She snorts. “That’s my husband, but he’s mostly worthless. What do you need?”
“We’re looking for the man who used to live in apartment 1004,” I say. “Jacob Levy. We think he moved out about a year ago.”
She frowns. “Yeah. He did. So what?”
“We need to find him,” Gavin says. “It’s very urgent.”
She narrows her eyes. “You the IRS or something?”
“What? No,” I say. “We’re . . .” And then I don’t know how to continue. How do I tell her that I’m the granddaughter of the woman he loved seventy years ago? That I might even be his granddaughter?
“We’re family,” Gavin fills in smoothly. He nods at me. “She’s his family.”
The words make my heart hurt.
The woman scrutinizes us for a moment more and shrugs. “Whatever you say. I’ll get you his forwarding address.”
My heart beats faster as she shuffles back into her apartment. Gavin and I exchange looks again, but I’m too excited to say anything.
The woman reappears a moment later with a slip of paper. “Jacob Levy. He fell and broke his hip last year,” she says. “He’d been here twenty years, you know. There isn’t no elevator, and when he got back from the hospital, he couldn’t make it up them stairs, what with his hip and all, so the landlord, he offered him the vacant apartment at the end of the hall here. Apartment 101. But Mr. Levy, he said he wanted a view. Picky, if you ask me. So the movers came, end of November.”
She hands me the slip of paper. On it, there’s an address on Whitehall Street, along with an apartment number.
“That’s where he asked us to send his final bill,” the woman says. “I got no idea if he’s still there. But that’s where he went from here.”
“Thank you,” Gavin says.
“Thank you,” I echo. She’s about to close the door when I reach out my hand. “Wait,” I say. “One more thing.”
“Yeah?” She looks perturbed.
“Was he married?” I hold my breath.
“There wasn’t no Mrs. Levy that I know of,” the woman says.
I close my eyes in relief. “What . . . what was he like?” I ask after a moment.
She regards me suspiciously then seems to soften a little. “He was nice,” she says finally. “Always real polite-like. Some of the other tenants here, they treat us like servants, me and my husband. But Mr. Levy, he was always real nice. Always called me ma’am. Always said please and thank you.”
This makes me smile. “Thanks,” I say. “Thanks for telling me that.”
I’m about to turn away when she speaks again. “He always seemed sad, though.”
“Sad?” I ask.
“Yeah. He went out for a walk every day, and he always came back at night, after dark, looking like he lost something.”
“Thank you,” I whisper, sorrow flooding through me as we turn away and head out the door. It seems that all those nights Mamie sat waiting for the stars to come out, Jacob was out looking for something too.
It takes us fifteen minutes to cross east to Whitehall Street and head south to find the address the super’s wife gave us. It turns out to be a modern-looking building that soars above the others around it. There’s no doorman, which I’m relieved about; we won’t have to explain our mission to yet one more person.
“Apartment 2232,” I say to Gavin as we head for the elevators. The doors slide open and I punch the number 22, tapping my foot impatiently as the doors close.
“C’mon, c’mon, c’mon,” I murmur as the elevator begins its slow ascent.
Gavin reaches for my hand and squeezes. “We’re going to find him, Hope,” he says.
“I don’t know how to thank you for everything you’ve done to help me,” I say, pausing long enough to look into his eyes and smile. For a frozen moment, I’m sure he’s about to kiss me, but then the elevator dings and the doors slide open. We’re here.
We race down the hall, right and then left, to apartment 2232. It’s the last apartment on the right-hand side of the hall, and as Gavin knocks, I glance out the window at the hall’s end. It’s a beautiful view, out over the southern tip of Manhattan and across the water. But I can’t focus on that now. I turn toward the door and will it to open.
But there’s no answer, no footsteps from inside.
“Try again,” I say. Gavin nods and knocks again, more loudly this time. Still nothing. I’m trying not to feel entirely deflated. But what now? “Again,” I say weakly. Gavin raps on the door so loudly this time that the door across the hall opens. An old woman stands there, staring at us.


Word for word, print every entry below.

[DATA SUPPLIED — start]

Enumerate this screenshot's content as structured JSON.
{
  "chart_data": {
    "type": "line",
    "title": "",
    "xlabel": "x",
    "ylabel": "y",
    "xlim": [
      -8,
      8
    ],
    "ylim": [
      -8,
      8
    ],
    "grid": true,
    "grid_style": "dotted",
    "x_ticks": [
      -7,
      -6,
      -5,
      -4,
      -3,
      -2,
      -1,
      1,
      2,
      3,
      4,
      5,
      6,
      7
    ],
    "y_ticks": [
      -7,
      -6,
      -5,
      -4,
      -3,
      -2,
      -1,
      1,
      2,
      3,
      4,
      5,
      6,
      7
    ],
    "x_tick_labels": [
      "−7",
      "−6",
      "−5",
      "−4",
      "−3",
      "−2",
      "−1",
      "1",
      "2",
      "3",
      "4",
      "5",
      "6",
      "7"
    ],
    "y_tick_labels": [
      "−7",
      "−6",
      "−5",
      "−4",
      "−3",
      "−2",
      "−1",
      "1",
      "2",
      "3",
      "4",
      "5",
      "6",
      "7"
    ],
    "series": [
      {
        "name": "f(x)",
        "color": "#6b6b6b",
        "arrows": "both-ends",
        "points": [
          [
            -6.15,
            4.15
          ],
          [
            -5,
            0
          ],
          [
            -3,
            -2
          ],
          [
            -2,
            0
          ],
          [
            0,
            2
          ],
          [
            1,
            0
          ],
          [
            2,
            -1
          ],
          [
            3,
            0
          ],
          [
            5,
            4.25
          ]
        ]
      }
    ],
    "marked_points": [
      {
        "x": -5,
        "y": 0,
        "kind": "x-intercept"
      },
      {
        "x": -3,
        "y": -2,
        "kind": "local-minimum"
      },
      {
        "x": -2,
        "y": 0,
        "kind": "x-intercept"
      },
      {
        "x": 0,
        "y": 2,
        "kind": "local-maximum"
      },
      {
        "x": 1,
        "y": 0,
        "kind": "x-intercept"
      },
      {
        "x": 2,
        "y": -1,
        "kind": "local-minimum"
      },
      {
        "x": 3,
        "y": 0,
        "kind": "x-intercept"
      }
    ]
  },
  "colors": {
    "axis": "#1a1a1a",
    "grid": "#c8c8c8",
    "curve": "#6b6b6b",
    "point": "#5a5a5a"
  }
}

[DATA SUPPLIED — finish]

* **THE COMPLETED TASK**:
Enumerate this screenshot's content as structured JSON.
{
  "chart_data": {
    "type": "line",
    "title": "",
    "xlabel": "x",
    "ylabel": "y",
    "xlim": [
      -8,
      8
    ],
    "ylim": [
      -8,
      8
    ],
    "grid": true,
    "grid_style": "dotted",
    "x_ticks": [
      -7,
      -6,
      -5,
      -4,
      -3,
      -2,
      -1,
      1,
      2,
      3,
      4,
      5,
      6,
      7
    ],
    "y_ticks": [
      -7,
      -6,
      -5,
      -4,
      -3,
      -2,
      -1,
      1,
      2,
      3,
      4,
      5,
      6,
      7
    ],
    "x_tick_labels": [
      "−7",
      "−6",
      "−5",
      "−4",
      "−3",
      "−2",
      "−1",
      "1",
      "2",
      "3",
      "4",
      "5",
      "6",
      "7"
    ],
    "y_tick_labels": [
      "−7",
      "−6",
      "−5",
      "−4",
      "−3",
      "−2",
      "−1",
      "1",
      "2",
      "3",
      "4",
      "5",
      "6",
      "7"
    ],
    "series": [
      {
        "name": "f(x)",
        "color": "#6b6b6b",
        "arrows": "both-ends",
        "points": [
          [
            -6.15,
            4.15
          ],
          [
            -5,
            0
          ],
          [
            -3,
            -2
          ],
          [
            -2,
            0
          ],
          [
            0,
            2
          ],
          [
            1,
            0
          ],
          [
            2,
            -1
          ],
          [
            3,
            0
          ],
          [
            5,
            4.25
          ]
        ]
      }
    ],
    "marked_points": [
      {
        "x": -5,
        "y": 0,
        "kind": "x-intercept"
      },
      {
        "x": -3,
        "y": -2,
        "kind": "local-minimum"
      },
      {
        "x": -2,
        "y": 0,
        "kind": "x-intercept"
      },
      {
        "x": 0,
        "y": 2,
        "kind": "local-maximum"
      },
      {
        "x": 1,
        "y": 0,
        "kind": "x-intercept"
      },
      {
        "x": 2,
        "y": -1,
        "kind": "local-minimum"
      },
      {
        "x": 3,
        "y": 0,
        "kind": "x-intercept"
      }
    ]
  },
  "colors": {
    "axis": "#1a1a1a",
    "grid": "#c8c8c8",
    "curve": "#6b6b6b",
    "point": "#5a5a5a"
  }
}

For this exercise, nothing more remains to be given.